CHAPTER VII
THE _EUROPEANISCHE PETROLEUM UNION_:
A German Trust for the Control of European Oil, which Foundered in the Great World Conflict
The adoption of oil for general use coincided with the half-century of prosperity which preceded the great catastrophe, the great world War. Between 1865 and 1914, mazut, kerosene, petrol, vaseline and paraffin made their appearance, and spread throughout Europe.
And yet Europe consumed foreign oil almost exclusively. For a long time, this oil came entirely from the United States. It was the golden age of the _Standard Oil_ in Europe. Its influence ruled over British distributing companies and French refiners, over the governments of Germany, Italy, Rumania and Spain.
But the appearance of oil from the Caucasus and Eastern Europe rapidly broke up the _Standard's_ monopoly. The Rothschilds and the Nobels, the _Deutsche Bank_ and the _Disconto Gesellschaft_; the banks of Lille and Roubaix, exploiting the oil in Galicia; the cartel of French refiners founding the Polish company, _Limanowa_ and the _Aquila Franco-Romana_ in Rumania, and lastly, the _Royal Dutch_ through the _Astra Romana_ and the _Black Sea Company_--all multiplied their efforts between 1900 and 1914 to create various independent oil concerns on both sides of the Caucasus and the Carpathians.
Parallel with these private efforts of manufacturers and bankers, the governments of Europe were engaged in safeguarding the independence of their States in this complex question of oil. In 1903, the French Chamber voted for the principle of monopoly in oil. From 1908 onwards, the British Government, through the d'Arcy group, encouraged the formation of the _Anglo-Persian_. And, while appearing to fear the remarkable growth of the _Shell_, it surreptitiously assisted it, and tried to guarantee supplies from Mexico through Pearson, from India through the _Burmah Oil_, and from Mesopotamia through the _Turkish Petroleum_ in agreement with Germany.
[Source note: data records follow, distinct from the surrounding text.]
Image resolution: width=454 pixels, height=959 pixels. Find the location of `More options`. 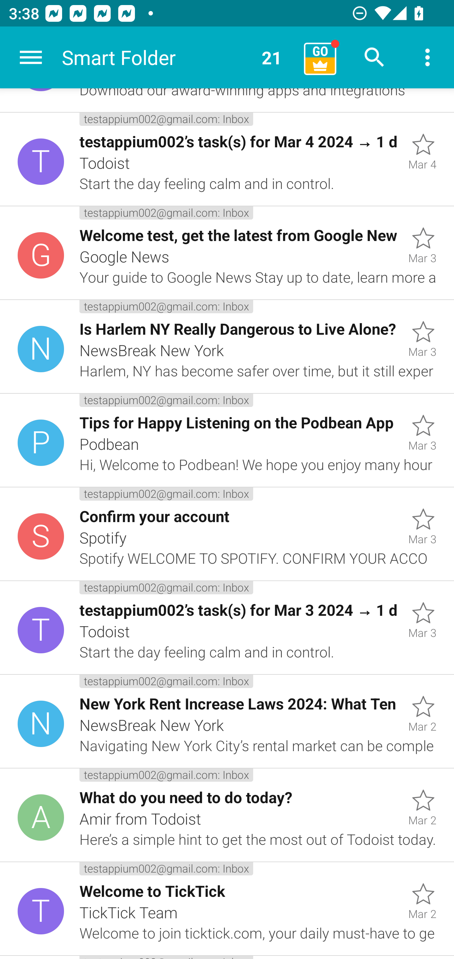

More options is located at coordinates (428, 57).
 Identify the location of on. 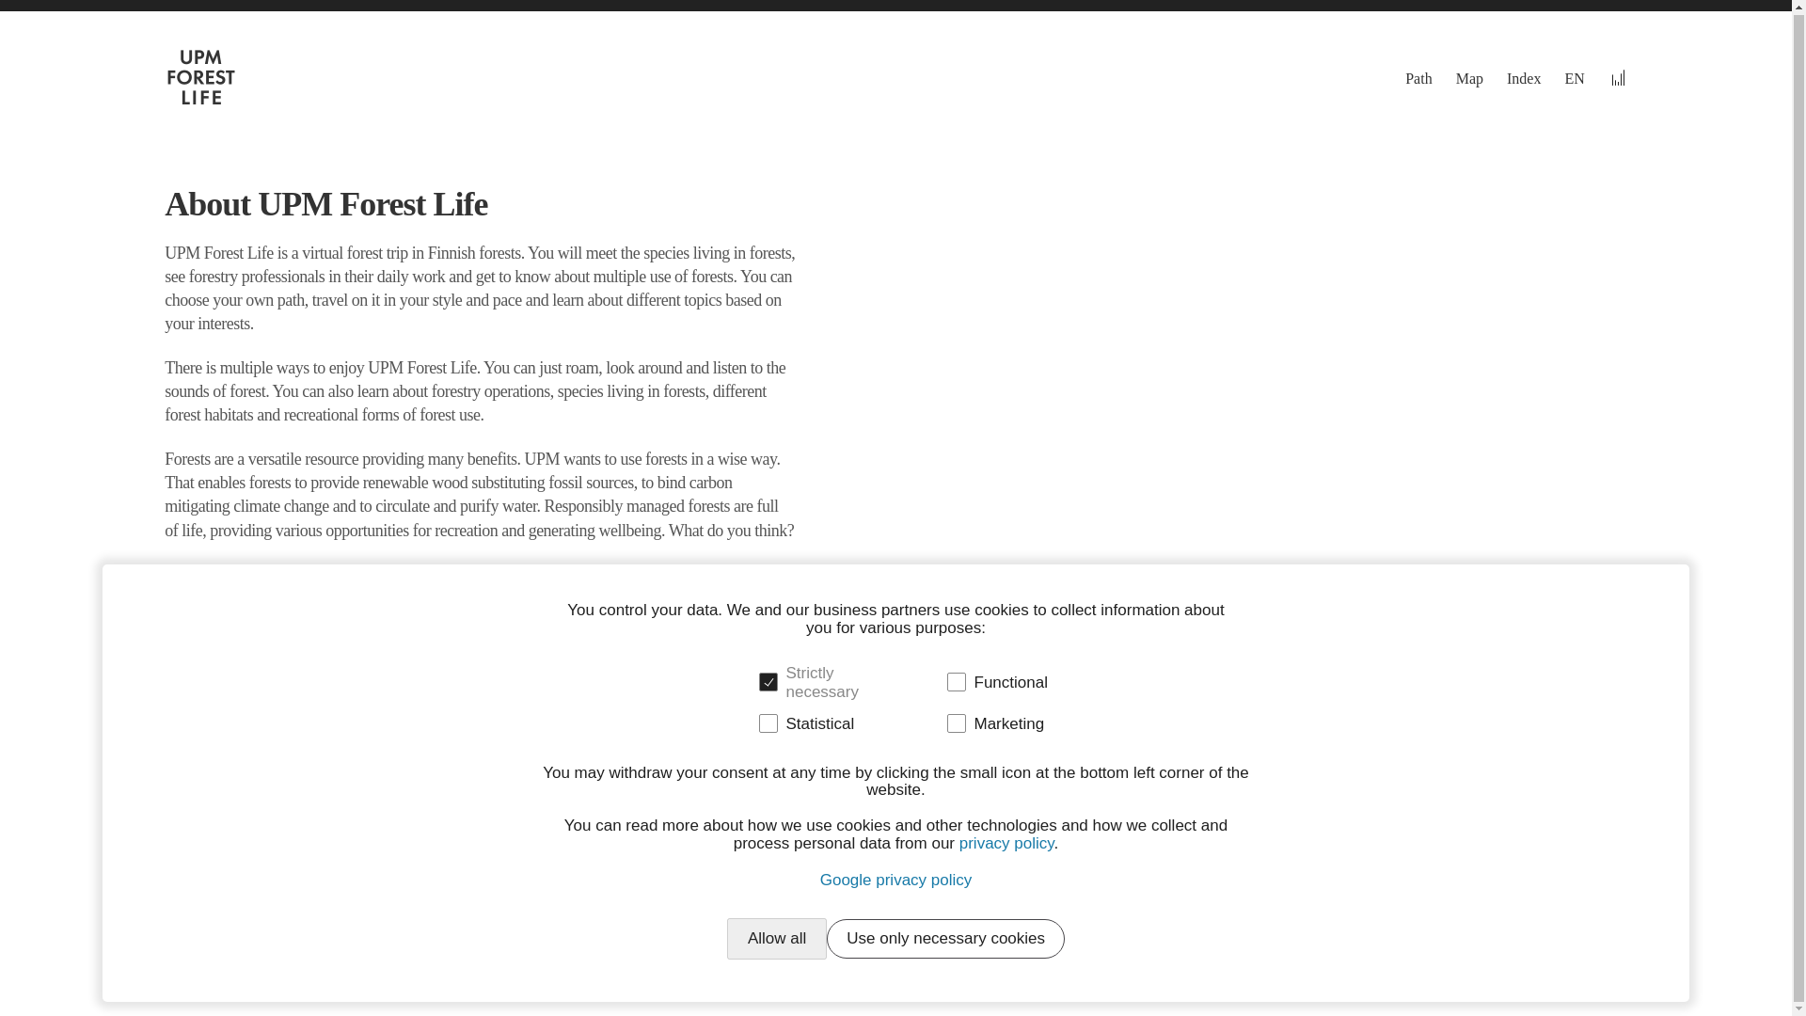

In 1911 the Reichstag was on the point of adopting the same course as the French Chamber. Under the influence of the Kaiser, important companies such as the _Deutsche Erdol Aktien Gesellschaft_ and the _Deutsche Petroleum Verkaufs Gesellschaft_ were formed to gain control of Austrian, Rumanian and Caucasian oil. The powerful _Steaua Romana_, with a capital of 100 million francs, owed its existence to the latter, which had succeeded in acquiring a monopoly of the whole output of the Galician companies, _Schodnika_, _David Fanto_, and _Galizische Karpathen_, and had also obtained an interest in the _Danube Navigation Company_, _Bayerischer Lloyd_. In Rumania, the _Deutsche Erdol_ controlled the _Konzern_ group, which included the _Vega_, _Concordia_, and _Credit Petrolifer_. The oil of Pechelbronn in Alsace was also in its hands.
In 1906 the _Deutsche Bank_ and the _Disconto Gesellschaft_ took under their control the great company of _Nobel Brothers_, in Russia. They founded, at Bremen, the _Europeanische Petroleum Union_, a trust which amalgamated the principal European oil interests, and was to give Germany the certainty of European preponderance. They absorbed the _Akverdoff_ company at Grosny, created the _Spies Petroleum_, and undertook the conquest of the oil industry in the Caucasus and in Apsheron. From 1911 to 1914, German capital and German interest predominated in the whole of Central and Eastern Europe, in Scandinavia, and even in Turkey, for the _Deutsche Bank_ became an associate of Great Britain in the _Turkish Petroleum_, the sole concessionnaire of the Sultan for the oil of Mosul and Bagdad. This was the time when Sir Ernest Cassel, a little Frankfurt Jew, who became one of the lords of British finance and whose grand-daughter and heiress married a cousin of the King of England in July 1922, was striving to avert the impending world War by bringing French, British and German interests into association wherever possible. An agreement was arrived at. The capital of the _Turkish Petroleum_ was provided by the _Royal Dutch_, the _Anglo-Persian Oil_, and the _Deutsche Bank_.
But for the catastrophe of 1914, Germany would have ended by dominating European oil. Probably the United States and Great Britain would not to-day share between them the lordship over oil.